I remember a neighbour in Bancffosfelen, a science teacher, finally succumbing to folklore as he waged war against moles in his garden, so that he laid his beer traps according to the tides. Did it work? As far as I remember it was no less effective than his other ‘solutions’ – and no more; the moles moved on before he found the final solution.
It is nerve-wracking, like going on interview, to show someone around his own family home, currently being destroyed by the electricans, the plumber et al but it is also fascinating to accumulate the stories, of the house – still known locally as ‘maison Dubois’ - of its people and of the village.
My tales of French bureaucracy are nothing. I hear of planning permission rejected for a villa in the orchard – but granted for a retirement home ‘down in the river’ where the old people have to sit ‘with their feet actually in the water’; after accepting for twenty-five years the annual payment for two plots with planning permission, when actual building rights were requested, the mairie turned the request down because there the area was ‘thirty square metres of land short of what was necessary’.
On another occasion, Monsieur Dubois found that, since his last visit, a water reservoir had appeared – on his land. No notice, never mind consultation. And as for us telling him that our council visitation had suggested that we find a safer exit from our property than our driveway onto the main road; he had applied to access his own property, at his own expense, from an existing lane – refused.
Our neighbour had asked to move his private drive further onto his own property s
o his exit view would not be obscured by a house – refused. Safety? They don’t know the meaning of the word, they certainly don’t know what they want and as long as they make more paperwork they’re happy. ‘Usually, we can arrange things between ourselves’.
Not that it is any better in the Alps, Monsieur Dubois’ main home nowadays, where his attempt to set up a petrol station led to a Paris tribunal.
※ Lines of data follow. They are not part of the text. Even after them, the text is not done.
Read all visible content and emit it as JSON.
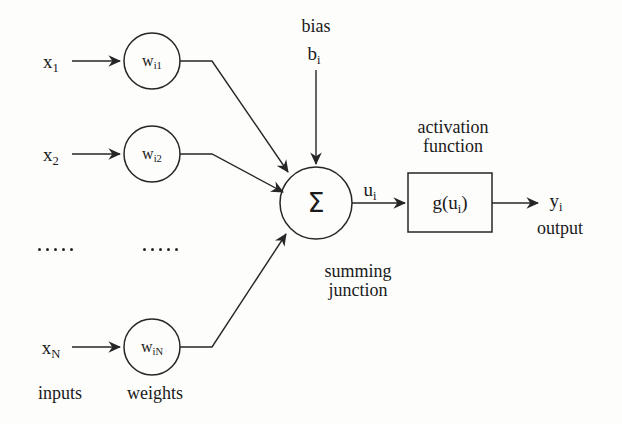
{
  "diagram": {
    "type": "neural-network-neuron",
    "stroke_color": "#262626",
    "background_color": "#fdfdfc",
    "inputs": [
      {
        "id": "x1",
        "base": "x",
        "sub": "1",
        "label": "x₁"
      },
      {
        "id": "x2",
        "base": "x",
        "sub": "2",
        "label": "x₂"
      },
      {
        "id": "xN",
        "base": "x",
        "sub": "N",
        "label": "xₙ"
      }
    ],
    "weights": [
      {
        "id": "wi1",
        "base": "w",
        "sub": "i1",
        "label": "wᵢ₁"
      },
      {
        "id": "wi2",
        "base": "w",
        "sub": "i2",
        "label": "wᵢ₂"
      },
      {
        "id": "wiN",
        "base": "w",
        "sub": "iN",
        "label": "wᵢₙ"
      }
    ],
    "bias": {
      "caption": "bias",
      "symbol_base": "b",
      "symbol_sub": "i"
    },
    "summing_junction": {
      "symbol": "Σ",
      "caption_line1": "summing",
      "caption_line2": "junction"
    },
    "net_input": {
      "base": "u",
      "sub": "i"
    },
    "activation": {
      "caption_line1": "activation",
      "caption_line2": "function",
      "box_label_prefix": "g(u",
      "box_label_sub": "i",
      "box_label_suffix": ")"
    },
    "output": {
      "base": "y",
      "sub": "i",
      "caption": "output"
    },
    "group_labels": {
      "inputs": "inputs",
      "weights": "weights"
    },
    "ellipsis": {
      "dot_count": 5,
      "glyph": "·"
    }
  }
}
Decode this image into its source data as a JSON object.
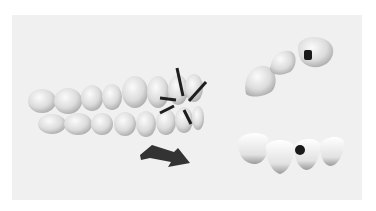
{
  "figure": {
    "panel_color": "#f0f0f0",
    "tooth_color": "#e6e6e6",
    "vector_color": "#1e1e1e",
    "arrow_color": "#333333",
    "marker_color": "#1a1a1a"
  }
}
I learn that service stations in the mountains have to be equipped to fuel rescue planes and helicopters, with the special fuel and safety regulations this necessitates. A neighbour’s appeal against the planned business led to requests for more and more detail, engineers’ reports and feasibility studies; ‘You are asked for twelve things and you always have eleven of them’.
We must have done something right as Monsieur Dubois brings his wife to meet us. She peoples the house with the loved ghosts of her in-laws, who saw no need for central heating until in their eighties – and even then were found at Christmas by their son ‘not cold enough’ to switch the heating on; a couple who made wine and verveine liqueur in the days when there were indeed truffles to be found under the oaks; who produced honey from the beehives still up in the woods behind our house; who kept a donkey in the workshop, and a goat in the cellar; who remembered stories of the days when silkworms lived in our mulberry trees; and whose melons were the sweetest ever tasted (unlike their wine, which according to their grandson, was undrinkable).
I already know about the two dogs buried in my garden, one a much-loved fourteen-year-old, going blind and deaf, who strayed onto the main road, probably tracking a badger scent. It’s not a bad way to go, a dream of the chase and then – oblivion. I am comfortable with ghosts and graves – it wouldn’t be a home without them - and I feel they are comfortable with me.